Felipe Ribon
Designer
October - December 2023
- Craft & Design
- New York
“If the search for new territories for design is the thread that gives coherence to my work, the postulate of a new design ethic forces us to question our models and to rethink our definition of comfort.”
What role does design play in the construction of human well-being? This line of questioning runs through all my work, where each project is structured around transdisciplinary methodology. In 2008, after training as an engineer at the École des Mines, I completed a graduate course in industrial design at the École nationale supérieure de création industrielle (ENSCI – Les Ateliers) in Paris.
I started out my career by exploring the influence of design on our relationship with health. For this, I carried out projects related to bodily and mental hygiene, including Une autre salle de bain (2010), which aimed to redefine hygiene using a broader, more responsible perspective. Mind the Gap (2014), meanwhile, presented a typology of objects that used the methods of hypnosis to explore the meanderings of the unconscious mind. Following these, I expanded my scope into more elusive avenues of research related to human perception. Objets-médiums (2015), Corps subtils (2016), The Host (2018) and Osmos (2019) formed a constellation of projects that saw me transcend our strictly material assessment of design by creating open systems, and making them available to the entirety of our senses and minds.
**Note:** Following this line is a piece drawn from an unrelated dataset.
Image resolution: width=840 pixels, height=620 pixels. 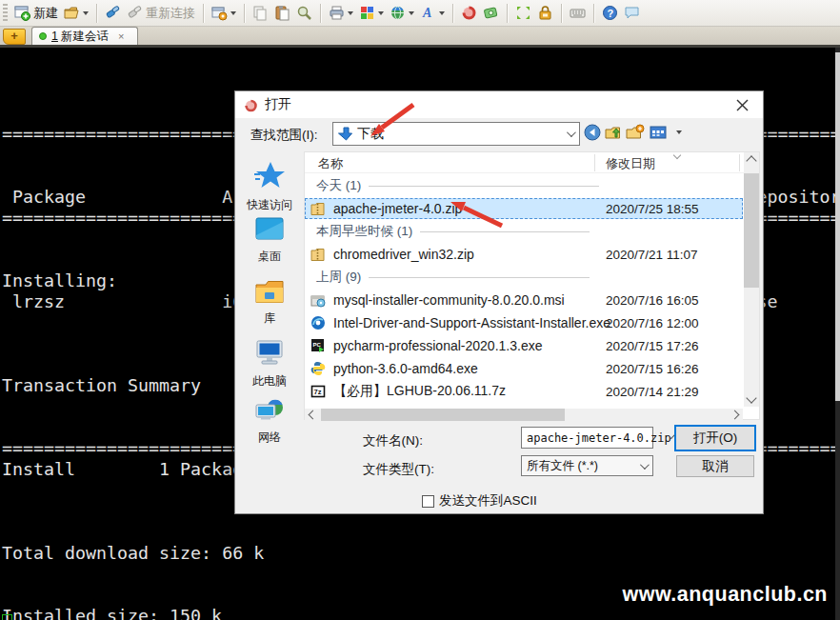 What do you see at coordinates (750, 398) in the screenshot?
I see `scroll-down-icon` at bounding box center [750, 398].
Due to these various undertakings, I have been awarded with multiple prizes: the Public Choice Prize of Villa Noailles, the Red Dot Design Award’s “Best of the Best” Award, the Grand Prix de la création of Ville de Paris (in 2009), and the Audi Talent Award (in 2013). In 2016, the Osmos perfume diffuser, which I co-created with silversmith Nicolas Marischaël, won the 16th Liliane-Bettencourt Prize. I was also a resident at Villa Medici in Rome, and Villa Kujoyama in Kyoto.
Born in Colombia in 1981, Felipe Ribon live and work in Paris. His work draws from the realms of the impalpable to generate objects and photographs designed to stimulate our perceptive faculties. He attempts to imagine new domains of design that bypass the boundaries built by Cartesian rationality. Rejecting design restrictions, challenging preconceptions, and disputing established proof are all key factors in his approach.
Coined in the 1960s, the term “comfort food” went mainstream in the 1970s when Liza Minelli used it to describe the emotion she experienced while eating a hamburger. Today, this widely used term describes any food that possesses a usually nostalgic or sentimental appeal. The choice of the word “comfort” also evokes the field of design. Designers use this term to refers to material commodities that procure a sense of well-being, but all too often overlook a whole set of intangible aspects that nonetheless radically impact our bodies. Herein lies the nucleus of my research thematic; the starting point of a project that contradicts the very tenets of design.
This discipline, born from the promise of a better world, has focused on the object’s function as the core of a quest for unlimited comfort. Pursuing new design horizons has been the guiding principle in bringing consistency and theoretical soundness to my work. But if we wish to present a new design ethic, we must challenge our existing models and rethink—as is the case for this residency—our definition of comfort. By questioning the function of comfort food and exposing the real or imagined emotions that it conjures up, we are brought to reflect on the imbalances arising from our excessive consumer society, with all its industrial surplus, waste, and vices. At the crossroads of gastronomy, photography, and industrial design, the Comfort Goods project aims to find links within popular knowledge around food and the concept of home.
The Comfort Goods project aims to further our understanding the concept of comfort food in North America by exploring how it relates to well-being. This research will be informed by the themes and methodologies of design. My residency in Brooklyn will provide an opportunity to discover all the dishes falling under the umbrella of comfort food. This borough is the ideal context for carrying out my fieldwork in order to understand the aspects that characterize US food culture, namely, as a dialog among all the diasporas – Italian, Afro-American, Latino, Caribbean, Asian, Jewish, etc. – that are continually growing and evolving across the country.
In partnership with
WantedDesign
Founded in 2011, WantedDesign is a platform dedicated to promoting design and fostering the creative community in the United States and internationally through events, discussions, and partnerships. It organizes the WantedDesign Manhattan show every year, in the heart of New York Design Week alongside the ICFF fair. WantedDesign has been hosted since 2014 by Industry City. They have partnered to launch a new design residency program in the heart of what has become New York’s most creative, dynamic, and diverse design hub. With guidance from the WantedDesign team and the creation of a workspace on Industry City’s campus, the Industry City + WantedDesign international residency program offers international residents a chance to immerse themselves in this creative community to build their network, get inspired by New York City, and nurture and prepare new projects.
Bettencourt Schueller Foundation
Bettencourt Schueller Foundation strives to embody the will of a family, driven by the spirit of enterprise and awareness of its social role, to reveal talents and help them thrive, in three fields that contribute concretely to the common good: life sciences, the arts and solidarity. Both a family foundation and recognized as a public utility since its creation in 1987, the Bettencourt Schueller Foundation intends to give wings to talent to contribute to the success and influence of France.